Spiritual Direction

.

Spiritual direction is a discipline in which, with the help of another, you try to listen to your own heart and to God's. "It is about intention and attention--I desire to hear God, so I am going to make space to give God my attention." (An interview with Jeannettte Blake, Christianity Today)  Deep within we all have a longing to be like Christ.  Karl Barth speaks of this active longing as our “universal homesickness.” (Dogmatics in Outline) John Ortberg has often taught that spiritual direction is setting aside time with another person to pay full attention to what God is doing.

The first real director is the Holy Spirit.  We are being pursued by the divine Presence. According to Saint John of the Cross, a spiritual director is the Christian who watches in amazement the marvels of God as they unfold in another’s heart. So, in this relationship, we both are called to listen.  "Good spiritual direction follows the directions suggested by spiritual wisdom with no agenda other than faithfulness to God and dependence on God. And, like a water skier follows a boat, it follows the discerned movement of the Holy Spirit in every relational monent. (Larry Crabb, Conversations Journal)

Eugene Peterson said that “spiritual direction takes place when two people agree to give their full attention to what God is doing in one or both of their lives and seek to respond in faith,” (Working with Angles: The Shape of Pastoral Integrity). Soren Kierkegaard wrote in his Concluding Unscientific Postscript that spiritual direction "must explore every path, must know where the errors lurk, where the moods have their hiding place, how the passions understand themselves in sloitude, it must know where the illusions spread their temptations, where the bypath slink away." "It strikes me that it is not wise to treat lightly what most generations of Christians have agreed is essential." (Eugene Peterson, Christiaity Today International)

John Wesley experienced spiritual direction in his family. Susanna, the mother, was the acknowledged spiritual director, even to the point of having one-on-one spiritual direction weakly with each child. This practice so influenced Wesley that he considered it essential for sanctification.

The goal of spiritual direction is the same as the goal of the Christian life, fullness of union with God in Jesus.  To become ever more completely transformed into the likeness of Christ (going on to perfection) by the action of the Holy Spirit upon our body, soul, and spirit.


* [Instructions for the task]
Note each line in the data holding the string "point" and report it.

***** Material for the task *****

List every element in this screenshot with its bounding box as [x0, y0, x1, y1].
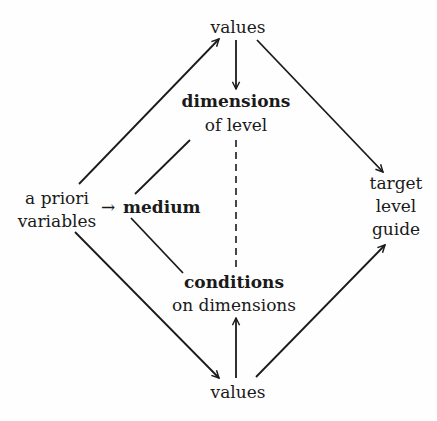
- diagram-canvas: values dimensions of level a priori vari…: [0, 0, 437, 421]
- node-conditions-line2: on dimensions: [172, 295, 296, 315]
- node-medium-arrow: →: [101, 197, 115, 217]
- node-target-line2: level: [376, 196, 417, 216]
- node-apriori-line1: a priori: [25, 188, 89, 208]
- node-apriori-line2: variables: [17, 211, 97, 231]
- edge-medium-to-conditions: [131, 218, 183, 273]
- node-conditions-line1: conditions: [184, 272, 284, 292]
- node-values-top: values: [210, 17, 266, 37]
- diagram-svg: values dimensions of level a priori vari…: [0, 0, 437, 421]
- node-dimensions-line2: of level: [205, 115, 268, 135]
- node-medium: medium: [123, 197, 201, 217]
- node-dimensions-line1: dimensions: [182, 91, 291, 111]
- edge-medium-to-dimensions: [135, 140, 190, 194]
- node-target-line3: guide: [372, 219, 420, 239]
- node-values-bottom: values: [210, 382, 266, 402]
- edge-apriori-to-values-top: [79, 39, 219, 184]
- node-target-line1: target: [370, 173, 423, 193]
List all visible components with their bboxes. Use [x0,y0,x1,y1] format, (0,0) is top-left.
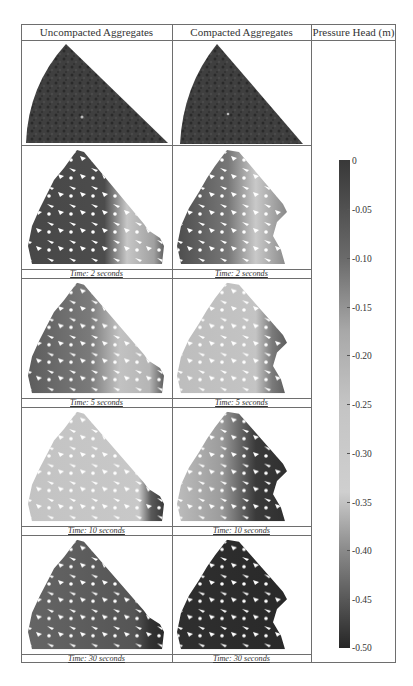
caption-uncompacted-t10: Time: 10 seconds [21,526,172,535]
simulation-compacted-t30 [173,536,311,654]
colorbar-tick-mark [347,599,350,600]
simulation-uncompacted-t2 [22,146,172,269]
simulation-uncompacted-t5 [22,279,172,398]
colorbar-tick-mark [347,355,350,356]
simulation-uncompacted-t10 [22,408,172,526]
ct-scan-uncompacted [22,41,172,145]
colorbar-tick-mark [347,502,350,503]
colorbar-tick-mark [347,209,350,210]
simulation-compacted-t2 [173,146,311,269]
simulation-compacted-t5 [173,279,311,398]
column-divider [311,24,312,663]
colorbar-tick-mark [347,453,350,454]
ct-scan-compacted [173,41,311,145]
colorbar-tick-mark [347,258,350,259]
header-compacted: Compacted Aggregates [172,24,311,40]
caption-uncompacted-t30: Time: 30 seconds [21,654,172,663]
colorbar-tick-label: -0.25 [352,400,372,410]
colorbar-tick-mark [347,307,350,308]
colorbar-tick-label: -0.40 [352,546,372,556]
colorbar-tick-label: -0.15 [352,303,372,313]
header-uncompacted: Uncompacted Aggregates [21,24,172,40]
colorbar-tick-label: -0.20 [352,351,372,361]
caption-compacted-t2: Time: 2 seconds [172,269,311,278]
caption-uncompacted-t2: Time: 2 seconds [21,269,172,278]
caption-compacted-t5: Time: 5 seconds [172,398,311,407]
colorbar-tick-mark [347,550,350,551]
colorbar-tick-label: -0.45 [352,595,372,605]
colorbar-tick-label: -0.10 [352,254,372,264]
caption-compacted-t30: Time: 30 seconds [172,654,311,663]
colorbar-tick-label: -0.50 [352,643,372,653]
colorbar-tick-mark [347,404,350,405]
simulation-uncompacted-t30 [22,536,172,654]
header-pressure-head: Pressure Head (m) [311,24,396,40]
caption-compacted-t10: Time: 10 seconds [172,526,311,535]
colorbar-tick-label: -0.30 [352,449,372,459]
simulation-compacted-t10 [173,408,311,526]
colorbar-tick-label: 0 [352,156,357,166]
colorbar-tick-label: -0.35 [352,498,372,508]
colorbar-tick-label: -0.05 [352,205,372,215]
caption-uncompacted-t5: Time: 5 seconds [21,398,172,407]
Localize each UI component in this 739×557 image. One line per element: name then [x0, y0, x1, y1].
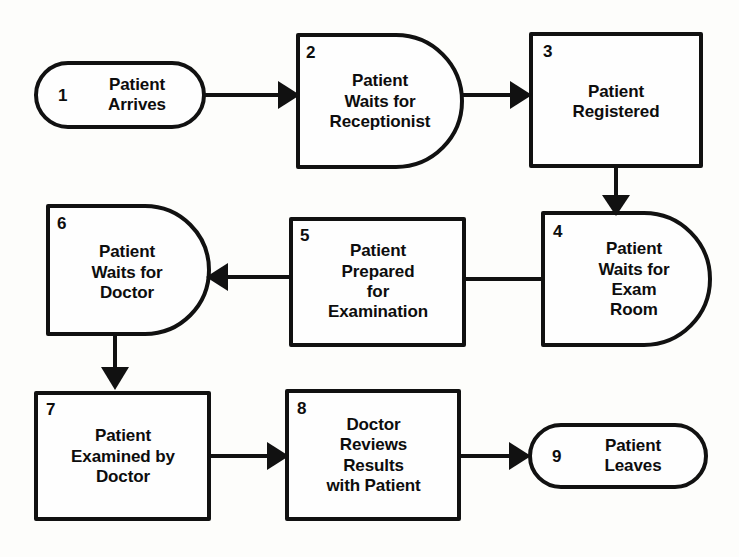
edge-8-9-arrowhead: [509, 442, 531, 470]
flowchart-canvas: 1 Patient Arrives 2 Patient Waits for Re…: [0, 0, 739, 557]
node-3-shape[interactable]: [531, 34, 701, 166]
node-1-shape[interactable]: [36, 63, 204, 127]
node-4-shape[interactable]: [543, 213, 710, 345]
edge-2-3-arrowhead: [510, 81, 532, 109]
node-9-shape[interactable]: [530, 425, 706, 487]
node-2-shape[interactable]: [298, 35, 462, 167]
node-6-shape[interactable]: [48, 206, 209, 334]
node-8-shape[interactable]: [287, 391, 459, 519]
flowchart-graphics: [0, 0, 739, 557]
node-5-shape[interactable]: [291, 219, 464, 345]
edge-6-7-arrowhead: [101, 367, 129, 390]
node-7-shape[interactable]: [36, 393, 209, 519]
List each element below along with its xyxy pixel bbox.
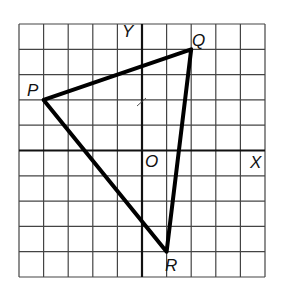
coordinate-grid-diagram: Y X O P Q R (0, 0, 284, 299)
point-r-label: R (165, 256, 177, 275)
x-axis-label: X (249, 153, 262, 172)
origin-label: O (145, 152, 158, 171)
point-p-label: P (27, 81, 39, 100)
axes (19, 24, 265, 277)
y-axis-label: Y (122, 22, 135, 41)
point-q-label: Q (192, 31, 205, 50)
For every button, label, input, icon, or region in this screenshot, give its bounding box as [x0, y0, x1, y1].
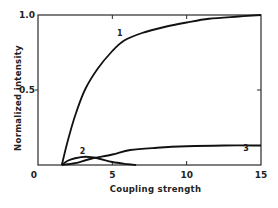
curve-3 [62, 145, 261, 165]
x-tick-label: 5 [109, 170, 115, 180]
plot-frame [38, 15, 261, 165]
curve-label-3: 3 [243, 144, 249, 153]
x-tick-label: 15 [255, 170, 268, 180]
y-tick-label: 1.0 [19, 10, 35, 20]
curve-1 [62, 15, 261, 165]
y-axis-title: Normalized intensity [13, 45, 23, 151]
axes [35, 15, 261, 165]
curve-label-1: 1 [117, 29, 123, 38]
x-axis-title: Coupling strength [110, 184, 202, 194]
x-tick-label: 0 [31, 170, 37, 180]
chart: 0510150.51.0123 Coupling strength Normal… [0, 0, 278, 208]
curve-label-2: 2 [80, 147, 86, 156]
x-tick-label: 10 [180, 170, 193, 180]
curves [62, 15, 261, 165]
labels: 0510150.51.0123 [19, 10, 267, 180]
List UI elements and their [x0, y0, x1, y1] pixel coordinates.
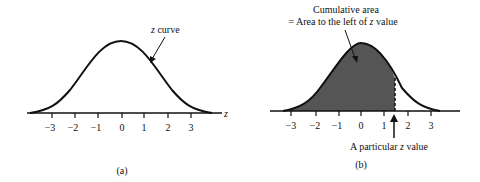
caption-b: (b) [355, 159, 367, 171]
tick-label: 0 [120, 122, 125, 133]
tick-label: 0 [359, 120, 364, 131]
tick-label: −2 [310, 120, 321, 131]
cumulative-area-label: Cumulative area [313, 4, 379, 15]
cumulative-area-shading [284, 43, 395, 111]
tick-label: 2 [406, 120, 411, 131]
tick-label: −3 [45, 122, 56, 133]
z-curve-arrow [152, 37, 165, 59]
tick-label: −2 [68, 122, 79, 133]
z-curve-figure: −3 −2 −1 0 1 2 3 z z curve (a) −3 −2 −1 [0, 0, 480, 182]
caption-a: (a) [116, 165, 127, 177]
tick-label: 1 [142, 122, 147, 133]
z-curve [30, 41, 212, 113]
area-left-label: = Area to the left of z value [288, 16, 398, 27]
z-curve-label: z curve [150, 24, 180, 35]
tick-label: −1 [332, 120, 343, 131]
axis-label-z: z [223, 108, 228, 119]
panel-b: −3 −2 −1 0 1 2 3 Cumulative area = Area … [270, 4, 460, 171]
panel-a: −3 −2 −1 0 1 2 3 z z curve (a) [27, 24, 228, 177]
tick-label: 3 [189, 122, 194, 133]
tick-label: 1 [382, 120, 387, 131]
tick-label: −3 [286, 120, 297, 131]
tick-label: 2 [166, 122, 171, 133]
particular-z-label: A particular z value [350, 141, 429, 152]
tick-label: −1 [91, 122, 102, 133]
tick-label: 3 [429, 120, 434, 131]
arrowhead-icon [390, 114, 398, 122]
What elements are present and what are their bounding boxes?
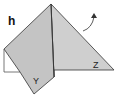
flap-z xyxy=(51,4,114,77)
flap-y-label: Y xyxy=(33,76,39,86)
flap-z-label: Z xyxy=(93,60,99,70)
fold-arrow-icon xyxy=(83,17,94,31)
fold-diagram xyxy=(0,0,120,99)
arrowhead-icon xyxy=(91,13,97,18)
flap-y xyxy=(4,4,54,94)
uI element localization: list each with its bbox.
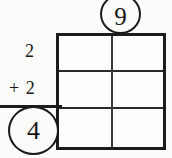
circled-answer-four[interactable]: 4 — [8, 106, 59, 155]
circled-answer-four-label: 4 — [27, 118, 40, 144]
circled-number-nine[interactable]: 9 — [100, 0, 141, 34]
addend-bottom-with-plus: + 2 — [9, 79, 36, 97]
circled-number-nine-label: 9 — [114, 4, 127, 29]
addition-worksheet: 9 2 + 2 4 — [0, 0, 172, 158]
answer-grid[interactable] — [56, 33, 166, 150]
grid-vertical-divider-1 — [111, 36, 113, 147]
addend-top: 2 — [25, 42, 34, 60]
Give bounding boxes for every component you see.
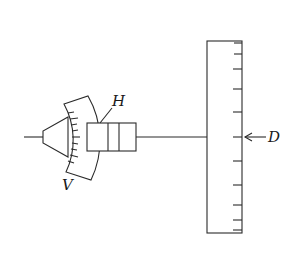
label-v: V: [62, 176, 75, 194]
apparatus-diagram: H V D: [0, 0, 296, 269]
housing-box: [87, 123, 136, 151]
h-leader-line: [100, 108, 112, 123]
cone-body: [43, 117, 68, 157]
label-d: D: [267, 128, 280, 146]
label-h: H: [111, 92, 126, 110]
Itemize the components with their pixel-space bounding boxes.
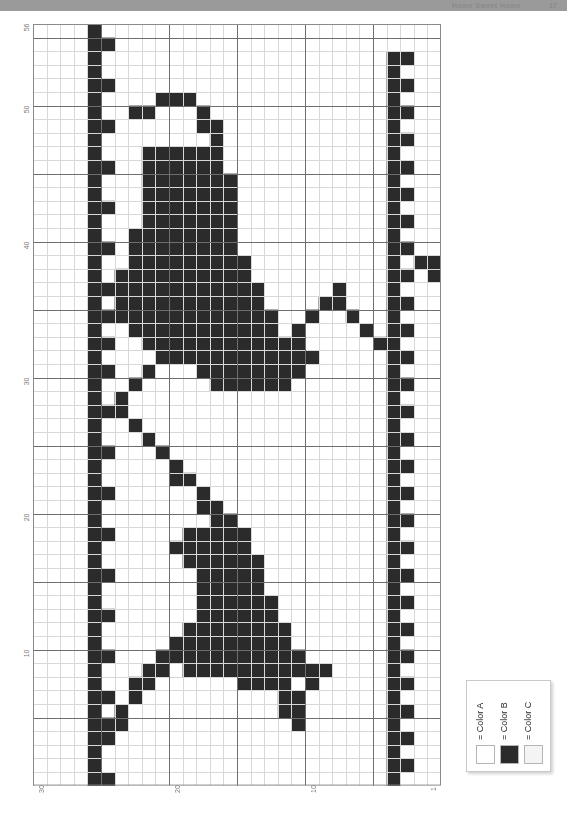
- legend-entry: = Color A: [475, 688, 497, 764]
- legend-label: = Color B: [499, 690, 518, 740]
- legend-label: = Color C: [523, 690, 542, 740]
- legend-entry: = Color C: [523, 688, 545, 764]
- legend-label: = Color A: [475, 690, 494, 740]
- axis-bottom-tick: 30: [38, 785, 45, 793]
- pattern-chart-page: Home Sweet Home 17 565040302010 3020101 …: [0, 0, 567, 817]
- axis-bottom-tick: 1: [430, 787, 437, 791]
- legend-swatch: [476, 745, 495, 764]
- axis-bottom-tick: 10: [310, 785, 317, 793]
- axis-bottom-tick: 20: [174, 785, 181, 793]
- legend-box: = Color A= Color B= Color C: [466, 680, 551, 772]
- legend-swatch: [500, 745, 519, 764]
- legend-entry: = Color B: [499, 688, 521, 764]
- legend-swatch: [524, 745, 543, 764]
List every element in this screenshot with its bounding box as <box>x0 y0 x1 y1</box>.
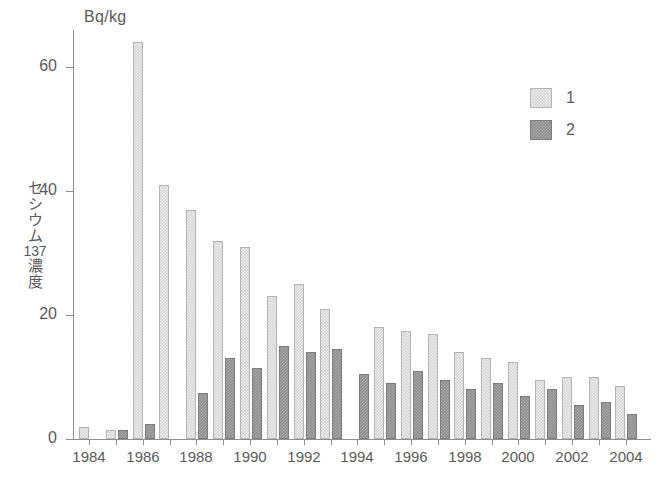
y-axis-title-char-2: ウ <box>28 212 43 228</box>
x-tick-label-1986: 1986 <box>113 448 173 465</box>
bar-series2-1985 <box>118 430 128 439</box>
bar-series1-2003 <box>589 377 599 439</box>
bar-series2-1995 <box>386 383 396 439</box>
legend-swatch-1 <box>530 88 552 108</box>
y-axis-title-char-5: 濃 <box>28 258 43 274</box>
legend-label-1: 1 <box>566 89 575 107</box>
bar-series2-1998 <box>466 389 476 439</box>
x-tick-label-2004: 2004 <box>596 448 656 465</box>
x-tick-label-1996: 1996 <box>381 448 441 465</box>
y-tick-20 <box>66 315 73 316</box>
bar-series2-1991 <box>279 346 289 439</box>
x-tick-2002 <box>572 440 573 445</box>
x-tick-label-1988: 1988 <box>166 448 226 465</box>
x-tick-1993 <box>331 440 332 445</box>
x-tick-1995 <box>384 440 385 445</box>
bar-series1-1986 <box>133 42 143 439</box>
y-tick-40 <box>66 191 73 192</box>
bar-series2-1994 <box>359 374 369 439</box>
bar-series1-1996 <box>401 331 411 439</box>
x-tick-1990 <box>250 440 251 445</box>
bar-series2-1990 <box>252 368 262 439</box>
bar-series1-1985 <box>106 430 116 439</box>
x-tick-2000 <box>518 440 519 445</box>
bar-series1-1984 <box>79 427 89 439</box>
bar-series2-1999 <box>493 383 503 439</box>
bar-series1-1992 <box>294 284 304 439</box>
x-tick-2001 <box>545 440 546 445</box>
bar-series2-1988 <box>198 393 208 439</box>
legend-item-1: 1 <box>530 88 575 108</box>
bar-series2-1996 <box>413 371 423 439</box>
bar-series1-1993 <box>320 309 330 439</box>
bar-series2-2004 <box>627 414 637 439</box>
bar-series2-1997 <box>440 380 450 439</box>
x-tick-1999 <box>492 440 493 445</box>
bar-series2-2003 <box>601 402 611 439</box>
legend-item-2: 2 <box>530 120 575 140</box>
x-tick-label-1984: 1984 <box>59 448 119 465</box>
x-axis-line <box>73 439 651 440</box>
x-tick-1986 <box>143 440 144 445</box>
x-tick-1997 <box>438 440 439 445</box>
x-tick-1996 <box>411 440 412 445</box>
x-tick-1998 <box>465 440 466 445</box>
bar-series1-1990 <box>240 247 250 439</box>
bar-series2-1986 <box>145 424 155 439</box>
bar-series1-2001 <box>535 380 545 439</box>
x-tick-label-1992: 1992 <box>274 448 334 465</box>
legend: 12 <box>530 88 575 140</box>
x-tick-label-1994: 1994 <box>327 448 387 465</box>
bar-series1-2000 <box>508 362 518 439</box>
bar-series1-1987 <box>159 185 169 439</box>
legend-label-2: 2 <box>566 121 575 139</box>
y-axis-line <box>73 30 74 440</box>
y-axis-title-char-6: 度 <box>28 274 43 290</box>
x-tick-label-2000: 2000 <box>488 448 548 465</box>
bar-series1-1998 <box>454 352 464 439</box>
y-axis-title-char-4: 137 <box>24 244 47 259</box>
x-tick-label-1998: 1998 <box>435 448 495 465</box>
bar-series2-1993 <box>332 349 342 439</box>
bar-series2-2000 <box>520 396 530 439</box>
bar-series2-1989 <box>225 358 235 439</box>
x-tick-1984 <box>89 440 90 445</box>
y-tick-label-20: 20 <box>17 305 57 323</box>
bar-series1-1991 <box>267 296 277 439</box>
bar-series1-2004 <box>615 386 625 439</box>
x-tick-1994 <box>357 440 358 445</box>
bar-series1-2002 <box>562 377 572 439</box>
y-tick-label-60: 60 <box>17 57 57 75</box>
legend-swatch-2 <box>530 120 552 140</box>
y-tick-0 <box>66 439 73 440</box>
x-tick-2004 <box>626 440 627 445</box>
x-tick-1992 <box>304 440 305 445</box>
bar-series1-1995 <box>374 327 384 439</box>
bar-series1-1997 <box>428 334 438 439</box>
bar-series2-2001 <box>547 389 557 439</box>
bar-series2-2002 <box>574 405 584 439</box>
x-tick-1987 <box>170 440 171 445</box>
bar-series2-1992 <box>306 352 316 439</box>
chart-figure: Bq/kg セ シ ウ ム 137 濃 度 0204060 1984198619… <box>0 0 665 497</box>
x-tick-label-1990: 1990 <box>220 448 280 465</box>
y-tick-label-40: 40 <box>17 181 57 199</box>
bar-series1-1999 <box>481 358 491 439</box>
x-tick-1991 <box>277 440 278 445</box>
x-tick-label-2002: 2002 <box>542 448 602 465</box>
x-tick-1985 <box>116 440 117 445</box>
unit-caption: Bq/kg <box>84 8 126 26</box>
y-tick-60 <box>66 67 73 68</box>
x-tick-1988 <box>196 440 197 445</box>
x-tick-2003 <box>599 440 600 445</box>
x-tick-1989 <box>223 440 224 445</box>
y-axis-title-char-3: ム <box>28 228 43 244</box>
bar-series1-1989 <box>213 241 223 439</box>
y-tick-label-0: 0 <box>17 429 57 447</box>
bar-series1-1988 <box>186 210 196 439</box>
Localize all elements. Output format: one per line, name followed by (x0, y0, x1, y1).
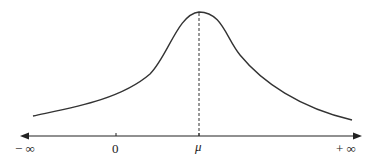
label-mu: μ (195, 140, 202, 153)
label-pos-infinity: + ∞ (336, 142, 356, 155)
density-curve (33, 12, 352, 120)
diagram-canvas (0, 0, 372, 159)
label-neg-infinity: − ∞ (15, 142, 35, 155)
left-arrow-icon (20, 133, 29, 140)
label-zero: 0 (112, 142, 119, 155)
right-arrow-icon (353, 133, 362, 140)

*****

* [Exercise answer]
point-r-label: R (165, 256, 177, 275)
point-p-label: P (27, 81, 39, 100)
point-q-label: Q (192, 31, 205, 50)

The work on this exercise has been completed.